Spikes, they’re sharp

One of the concepts that came from XP is the Spike. Especially in teams new to agile, there can be confusion on what a Spike is, and how to deal with them.

The best definition of a Spike I’ve found is this one:

“Spike”; is an Extreme Programming term meaning “experiment”;. We use the word because we think of a spike as a quick, almost brute-force experiment aimed at learning just one thing. Think of driving a big nail through a board.

— Extreme Programming Adventures in C# - Ron Jeffries

Let’s break this down.

Experiment

A Spike is an “… experiment aimed at learning just one thing”;. That means that a Spike always starts with a question to be answered. An Hypothesis. At the end of the Spike there is an answer to that question. The hypothesis has been proved, or disproved. And that proof takes the form of a piece of software. A document does not prove anything.

Quick

A Spike is quick. A Spike is usually time-boxed, to as short a period of time we think is feasible to answer our question. That period of time should normally not exceed a day or so.

Brute-force

A Spike will not generate any production code. A spike can be a design session in code, just enough to prove that the design will work. It can be a technology investigation, just enough to see if that library will do the trick. All code from the Spike will be thrown away. It’s about learning, not production.

Rare

I know, that wasn’t in Ron’s definition. Just an additional remark. Spikes are rare. They occur only very infrequently. Once every couple of sprints sounds about right to me. That might decline with the age of the project, as Spikes are particularly useful to remove uncertainty on technical design early in a project.

In practice

When an occasion comes up to introduce a Spike into a sprint, you do the following:

  1. Reconsider: Do you really need to investigate, or are you just scared to commit to an actual, value delivering, user story because you don’t know the system very well?
  2. Reconsider again: Do you really need to investigate, or are you just scared to work together with the rest of the team without someone handing you a detailed specification?
  3. Define the question: ‘grooming’ a Spike means that you clearly and unambiguously define the hypothesis that you need to have answered by the spike. This is like the Spike’s Acceptance Criteria. That means clearly defined, and preferably having a boolean (yes / no) answer. Agree what further actions will result from a ‘yes’. And from a ’no’.
  4. Define the time-box: To answer this question, what size investment are we prepared to do? Keep it short. A day is long. Sometimes long is needed. Sometimes.
  5. Prioritize: The Spike is on your backlog. You prioritize your backlog.
  6. Execute: Code to find your answer. Stop as soon as you have it. Stop if the time-box expires.
  7. Deal with the result: That’s the action agreed upon earlier. A timed-out Spike also is an answer to that question (’too expensive to find out’), and also has an agreed upon action.

Have you done a Spike recently? How did that turn out? Did you get your answer? Or a time-out?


What the exercise asks: Set down each line of the material that follows, exactly, with no pictures.

Data shown:
━━━━━━
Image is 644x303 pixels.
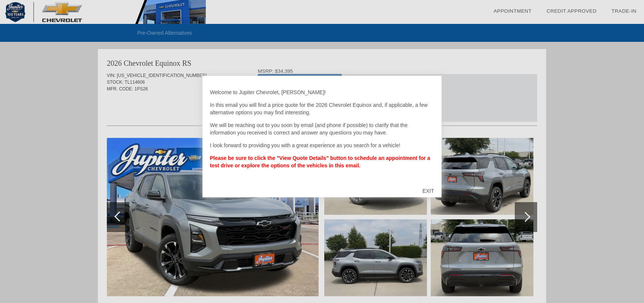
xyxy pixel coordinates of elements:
[547,8,596,14] a: Credit Approved
[210,122,434,137] p: We will be reaching out to you soon by email (and phone if possible) to clarify that the informat...
[415,180,442,202] div: EXIT
[494,8,532,14] a: Appointment
[210,101,434,116] p: In this email you will find a price quote for the 2026 Chevrolet Equinox and, if applicable, a fe...
[210,141,434,149] p: I look forward to providing you with a great experience as you search for a vehicle!
[210,88,434,96] p: Welcome to Jupiter Chevrolet, [PERSON_NAME]!
[611,8,637,14] a: Trade-In
[210,155,430,169] strong: Please be sure to click the "View Quote Details" button to schedule an appointment for a test dri...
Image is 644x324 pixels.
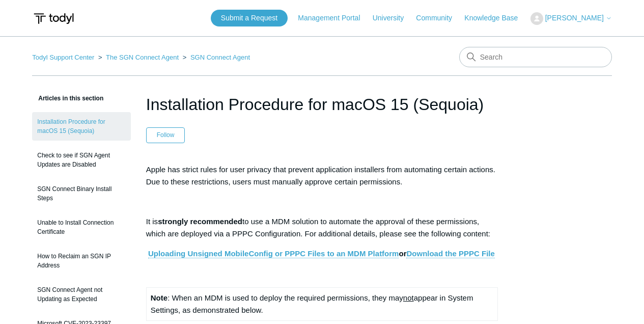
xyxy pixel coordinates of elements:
━━━━━━
Result for this task:
Image is 644x303 pixels.
xyxy pixel coordinates of elements:
[547,8,596,14] a: Credit Approved
[210,122,434,137] p: We will be reaching out to you soon by email (and phone if possible) to clarify that the informat...
[415,180,442,202] div: EXIT
[494,8,532,14] a: Appointment
[210,101,434,116] p: In this email you will find a price quote for the 2026 Chevrolet Equinox and, if applicable, a fe...
[210,141,434,149] p: I look forward to providing you with a great experience as you search for a vehicle!
[210,88,434,96] p: Welcome to Jupiter Chevrolet, [PERSON_NAME]!
[611,8,637,14] a: Trade-In
[210,155,430,169] strong: Please be sure to click the "View Quote Details" button to schedule an appointment for a test dri...
Image is 644x324 pixels.
xyxy pixel coordinates of elements:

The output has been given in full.